On a frigid December day nearly 340 years ago, two dozen Russian soldiers shuffled out of a fort on the north bank of the Amur River. Stranded thousands of miles from Moscow, the hungry and humiliated men were the only survivors of a Russian expedition many orders of magnitude larger, which was all but annihilated over a year of intermittent Chinese sieges.
In 1689, the defeated Russians signed a treaty with the Qing Empire relinquishing many of their Far Eastern claims. When emissaries of Russian regent Sophia Alekseyevna – half-sister of the future Peter the Great – and the Kangxi Emperor initialed that document, New York and Boston were muddy colonial trading posts. Washington, DC didn’t exist at all; the founders of the republic whose capital it would become were not born for another two generations.
I say all this to appeal to Americans commenting on Russia-China relations: some humility, please.
During his first months back in office, President Donald Trump has run a Russia-friendly foreign policy under the pretext of peeling Moscow away from China. Both critics and defenders of this approach have described it as a “reverse Nixon,” a reference to Richard Nixon’s 1972 opening to communist leader Mao Zedong, which split Red China from the USSR. It is bound to fail.
The American nation is a young one. The citizens of this country possess many admirable qualities, but a deep awareness of history is not one of them. Those of us who grew up in the Soviet Union or China had history drilled into our brains—a highly skewed version of events, to be sure, but we had a sense of where we came from.
Nixon’s China moment was an impressive coup for US foreign relations in its day. But it was more a tactical ploy in the context of the Cold War than a strategic realignment. Nixon’s successors failed to build upon his engagement with Beijing. Perhaps they never really could have. Without significant democratic change in China, a political relationship between an authoritarian PRC and a free USA would always rest on flimsy foundations, with both sides awkwardly skirting a clash over Taiwan, North Korea, or human rights violations. The same can also be said for a hypothetical US-Russia alliance.
The Nixon-Mao honeymoon was also a vanishingly brief blip in a long history. Russia and China have been bound together in a parasitic relationship for hundreds of years. In the seventeenth century, China eclipsed Russia. Another set of treaties in 1858 and 1860 saw the tables turn. Russia recovered the territories it ceded in 1689 and then some, joining a host of other imperial powers in the partition of a sickly China. Russia would eclipse China for the next century. Since 1991, China has resumed its senior role in the relationship, drawing Russia closer from a position of strength. So tight was the embrace by the beginning of the last decade that my late friend Boris Nemtsov quipped that Vladimir Putin was a Chinese spy.

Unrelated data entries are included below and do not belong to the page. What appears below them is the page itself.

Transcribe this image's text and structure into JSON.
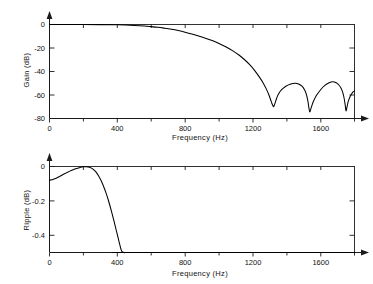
{
  "figure": {
    "background": "#ffffff",
    "line_color": "#000000",
    "axis_color": "#1a1a1a"
  },
  "chart_data": [
    {
      "type": "line",
      "id": "gain-response",
      "title": "",
      "xlabel": "Frequency (Hz)",
      "ylabel": "Gain (dB)",
      "xlim": [
        0,
        1800
      ],
      "ylim": [
        -80,
        0
      ],
      "xticks": [
        0,
        400,
        800,
        1200,
        1600
      ],
      "xticklabels": [
        "0",
        "400",
        "800",
        "1200",
        "1600"
      ],
      "xminorticks": [
        200,
        600,
        1000,
        1400,
        1800
      ],
      "yticks": [
        0,
        -20,
        -40,
        -60,
        -80
      ],
      "yticklabels": [
        "0",
        "-20",
        "-40",
        "-60",
        "-80"
      ],
      "grid": false,
      "legend": "none",
      "series": [
        {
          "name": "gain",
          "x": [
            0,
            100,
            200,
            300,
            400,
            500,
            560,
            600,
            640,
            680,
            720,
            760,
            800,
            840,
            880,
            920,
            960,
            1000,
            1040,
            1080,
            1120,
            1150,
            1180,
            1210,
            1240,
            1260,
            1280,
            1295,
            1305,
            1312,
            1318,
            1322,
            1326,
            1332,
            1340,
            1352,
            1370,
            1395,
            1420,
            1450,
            1470,
            1490,
            1505,
            1515,
            1522,
            1527,
            1531,
            1536,
            1544,
            1556,
            1575,
            1600,
            1625,
            1650,
            1672,
            1692,
            1708,
            1720,
            1730,
            1737,
            1742,
            1746,
            1750,
            1756,
            1764,
            1775,
            1788,
            1800
          ],
          "y": [
            -0.05,
            -0.06,
            -0.05,
            -0.1,
            -0.3,
            -0.8,
            -1.3,
            -1.8,
            -2.4,
            -3.2,
            -4.1,
            -5.2,
            -6.5,
            -8.0,
            -9.7,
            -11.6,
            -13.7,
            -16.1,
            -18.9,
            -22.2,
            -26.2,
            -29.8,
            -34.0,
            -39.0,
            -45.0,
            -49.5,
            -55.0,
            -60.0,
            -64.0,
            -67.0,
            -69.0,
            -70.0,
            -69.0,
            -66.5,
            -63.0,
            -59.0,
            -55.5,
            -52.5,
            -50.8,
            -50.0,
            -50.6,
            -52.5,
            -55.5,
            -59.0,
            -63.0,
            -67.0,
            -71.0,
            -74.5,
            -71.0,
            -66.0,
            -60.5,
            -55.5,
            -51.8,
            -49.6,
            -48.8,
            -49.6,
            -51.5,
            -54.0,
            -57.5,
            -61.5,
            -65.5,
            -69.5,
            -73.5,
            -70.0,
            -65.0,
            -61.0,
            -58.0,
            -56.5
          ]
        }
      ]
    },
    {
      "type": "line",
      "id": "passband-ripple",
      "title": "",
      "xlabel": "Frequency (Hz)",
      "ylabel": "Ripple (dB)",
      "xlim": [
        0,
        1800
      ],
      "ylim": [
        -0.5,
        0
      ],
      "xticks": [
        0,
        400,
        800,
        1200,
        1600
      ],
      "xticklabels": [
        "0",
        "400",
        "800",
        "1200",
        "1600"
      ],
      "xminorticks": [
        200,
        600,
        1000,
        1400,
        1800
      ],
      "yticks": [
        0,
        -0.2,
        -0.4
      ],
      "yticklabels": [
        "0",
        "-0.2",
        "-0.4"
      ],
      "grid": false,
      "legend": "none",
      "series": [
        {
          "name": "ripple",
          "x": [
            0,
            20,
            40,
            60,
            80,
            100,
            120,
            140,
            160,
            180,
            200,
            215,
            230,
            245,
            260,
            275,
            290,
            305,
            320,
            335,
            350,
            365,
            380,
            395,
            410,
            425,
            440,
            450,
            460,
            470,
            1800
          ],
          "y": [
            -0.08,
            -0.075,
            -0.068,
            -0.058,
            -0.047,
            -0.037,
            -0.027,
            -0.019,
            -0.012,
            -0.006,
            -0.002,
            -0.001,
            -0.003,
            -0.008,
            -0.018,
            -0.033,
            -0.055,
            -0.083,
            -0.118,
            -0.158,
            -0.205,
            -0.258,
            -0.315,
            -0.375,
            -0.435,
            -0.49,
            -0.5,
            -0.5,
            -0.5,
            -0.5,
            -0.5
          ]
        }
      ]
    }
  ]
}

A Cold War-era map showing the evolution of the border between China and the USSR/Russia. The red line is the border set by the 1689 Treaty of Nerchinsk. The tan area is the territory ceded to Russia by China under the 1858 Treaty of Aigun. The red area is the territory ceded to Russia by China under the 1860 Convention of Peking.
Nevertheless, this arrangement works for both sides. The Kremlin has a powerful enabler for its aggression in Ukraine. China gets both a lackey to do its dirty work wreaking havoc in the West and a pliant neighbor on one of its longest borders. Accordingly, Russia will not flip to the American camp absent a sharp U-turn on US foreign policy that likely goes beyond even what Trump’s Republican Party might entertain.
And if Trump’s “reverse Nixon” had legs, the Chinese would not let Russia go so easily. When Xi visited Moscow last week, he was there to squeeze Putin for loyalty. Both dictators are keenly aware that the thinly-defended Amur River basin has not always been Russian territory and that Vladivostok is not an ancient Russian city. In fact, to tourists and businesspeople coming from China, it isn’t Vladivostok at all, but Haishenwai. When I visited Irkutsk in 2005, a local wryly lamented that those Chinese visitors were crossing the border in small groups of 100,000 each. In the intervening twenty years, the Chinese presence in Moscow’s Far East possessions has grown apace. Meanwhile, socio-economic decay, and, more recently, aggressive military conscription for the Ukrainian meatgrinder, have sapped the Russian population there.
America is still the world’s foremost power. But Trump’s attempt to break up Russia and China isn’t shrewd diplomacy. It simply places the United States at the bottom of a Chinese-dominated food chain. The contradictions of going hard on China while going soft on Russia are becoming clear as Xi keeps Moscow firmly in Beijing’s orbit.
US resources would be better organized in service of assembling a grand coalition to confront the China-Russia axis rather than trying vainly to co-opt it.